Cyber assets are clearly becoming increasingly important for continuing operations and revenue generation. Managing the security of these assets, therefore, is a far more weighty responsibility than just maintaining the organization’s reputation or securing insurance against a loss that might be material. As the cyber risk management stakes increase, so does the need for objective measurement and verifiable quantification. Today’s CISOs need a comprehensive attack surface analysis.

Comprehensive Attack Surface Analysis

From a security perspective, the IT environment has three primary components:

  1. First, the environment necessarily contains cyber assets which need to be secured.
  2. Second, these same assets are what attracts the attacker population. Viewing the IT environment and its cyber assets from the attacker’s perspective helps defenders prioritize their resource deployment relative to the adversaries faced by the organization.
  3. Third, the paths which attackers will attempt to exploit to access the targeted assets invariably initiate somewhere on the organization’s comprehensive attack surface.

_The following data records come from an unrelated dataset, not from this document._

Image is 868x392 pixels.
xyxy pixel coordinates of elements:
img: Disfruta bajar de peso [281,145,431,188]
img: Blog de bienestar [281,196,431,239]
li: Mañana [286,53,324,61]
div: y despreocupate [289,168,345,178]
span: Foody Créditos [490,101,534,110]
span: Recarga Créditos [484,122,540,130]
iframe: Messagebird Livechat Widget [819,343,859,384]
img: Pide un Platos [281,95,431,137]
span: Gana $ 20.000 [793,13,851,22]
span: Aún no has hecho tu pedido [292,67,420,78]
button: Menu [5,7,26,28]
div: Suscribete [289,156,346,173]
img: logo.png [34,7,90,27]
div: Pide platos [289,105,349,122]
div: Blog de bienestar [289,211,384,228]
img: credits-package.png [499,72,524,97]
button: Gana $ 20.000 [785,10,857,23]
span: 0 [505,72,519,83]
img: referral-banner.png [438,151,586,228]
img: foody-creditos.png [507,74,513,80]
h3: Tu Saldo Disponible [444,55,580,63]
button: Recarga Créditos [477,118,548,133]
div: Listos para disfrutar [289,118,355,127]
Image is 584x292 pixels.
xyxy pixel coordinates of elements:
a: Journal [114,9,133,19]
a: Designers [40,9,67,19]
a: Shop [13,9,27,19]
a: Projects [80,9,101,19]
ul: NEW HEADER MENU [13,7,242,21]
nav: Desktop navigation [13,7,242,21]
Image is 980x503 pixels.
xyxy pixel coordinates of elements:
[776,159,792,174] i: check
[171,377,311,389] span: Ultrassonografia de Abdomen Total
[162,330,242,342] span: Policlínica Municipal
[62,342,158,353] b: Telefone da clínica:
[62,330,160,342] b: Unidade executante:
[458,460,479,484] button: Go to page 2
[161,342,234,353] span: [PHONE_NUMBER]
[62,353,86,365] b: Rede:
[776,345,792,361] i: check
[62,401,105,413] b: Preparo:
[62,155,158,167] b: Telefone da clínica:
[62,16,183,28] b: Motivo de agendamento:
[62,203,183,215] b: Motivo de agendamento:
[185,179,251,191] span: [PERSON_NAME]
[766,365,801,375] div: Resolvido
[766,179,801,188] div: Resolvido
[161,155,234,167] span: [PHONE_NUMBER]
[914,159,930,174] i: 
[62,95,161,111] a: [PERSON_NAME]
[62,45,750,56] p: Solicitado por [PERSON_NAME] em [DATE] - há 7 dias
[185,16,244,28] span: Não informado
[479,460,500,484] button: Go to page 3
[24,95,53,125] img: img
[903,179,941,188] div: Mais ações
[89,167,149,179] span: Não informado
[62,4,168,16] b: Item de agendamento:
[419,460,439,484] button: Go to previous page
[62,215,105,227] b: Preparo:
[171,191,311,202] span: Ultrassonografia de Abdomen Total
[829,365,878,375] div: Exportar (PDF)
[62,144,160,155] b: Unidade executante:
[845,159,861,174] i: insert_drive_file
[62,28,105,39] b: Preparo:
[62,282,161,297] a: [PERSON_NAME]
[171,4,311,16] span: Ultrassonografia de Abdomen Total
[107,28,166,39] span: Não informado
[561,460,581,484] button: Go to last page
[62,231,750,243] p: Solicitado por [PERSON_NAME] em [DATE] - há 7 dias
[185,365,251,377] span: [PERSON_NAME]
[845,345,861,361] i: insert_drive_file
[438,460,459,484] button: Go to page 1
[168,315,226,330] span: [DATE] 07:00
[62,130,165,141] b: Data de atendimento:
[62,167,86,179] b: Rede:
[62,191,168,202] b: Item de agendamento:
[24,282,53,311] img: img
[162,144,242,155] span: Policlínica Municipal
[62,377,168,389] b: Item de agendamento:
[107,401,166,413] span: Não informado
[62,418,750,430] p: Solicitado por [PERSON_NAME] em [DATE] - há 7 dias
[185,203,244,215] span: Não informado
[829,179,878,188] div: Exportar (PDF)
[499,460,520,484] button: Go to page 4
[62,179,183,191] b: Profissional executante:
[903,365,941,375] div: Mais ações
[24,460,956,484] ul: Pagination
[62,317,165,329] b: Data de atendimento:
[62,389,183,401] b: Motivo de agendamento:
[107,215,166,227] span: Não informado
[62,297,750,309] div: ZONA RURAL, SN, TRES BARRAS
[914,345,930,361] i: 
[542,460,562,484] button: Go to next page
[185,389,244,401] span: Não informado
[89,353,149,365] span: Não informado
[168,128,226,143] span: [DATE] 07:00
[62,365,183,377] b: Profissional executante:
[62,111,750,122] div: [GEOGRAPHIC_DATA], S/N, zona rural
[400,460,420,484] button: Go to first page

The goal of cybersecurity is to implement the appropriate security controls along the attack surface which will reduce or eliminate an attacker’s opportunities to access targeted assets.

Actionable cyber risk management necessarily requires a full understanding of these components. Developing such an understanding requires linking together the individual threat models created for various applications or systems in a way similar to how the actual applications and system components interact.

The resultant output for the CISO will be the attack surface of the organization’s entire IT environment. Analysis of this “big picture” yields the necessary data-driven understanding of the enterprise’s entire cybersecurity portfolio.

More Benefits of Attack Surface Analysis

Rarely does a CISO have the opportunity to start with a fresh IT environment. In the vast majority of cases, a CISO will inherit an IT environment with a legacy of various security controls already in place. Objectively determining if the legacy controls as implemented are effective against the current attacker population is only possible through analysis of the comprehensive attack surface. With the data-driven approach provided by the attack surface, however, a CISO can make quantifiable and measurable decisions to reduce the overall cyber risk, decisions which can be objectively presented to various stakeholder as well as the CFO and board members.

Cyber risk management is a vital task for today’s CISOs. Organizations increasingly depend on their cyber assets for operations and revenue generation – thus they can ill-afford to risk harm or loss to these assets. This will make the CISO’s task of implementing proactive cybersecurity solutions that produce measurable results even more critical.

Measurable, proactive cybersecurity results are only possible when an organization understands its cyber ecosystem from the perspective of its attacker population. Providing that perspective and developing that understanding is the goal of a matured automated threat modeling process that results in building the organizational attack surface for the CISO and the other stakeholders.

ThreatModeler is an automated threat modeling software that gives CISOs and other key decision makers a holistic view of their entire attack surface, including comprehensive analytics, an automated threat intelligence framework, and real-time updates to all threat models. VAST threat modeling methodologies are used not only to manage cyber risk within the IT infrastructure but during the software development lifecycle (SDLC) as well.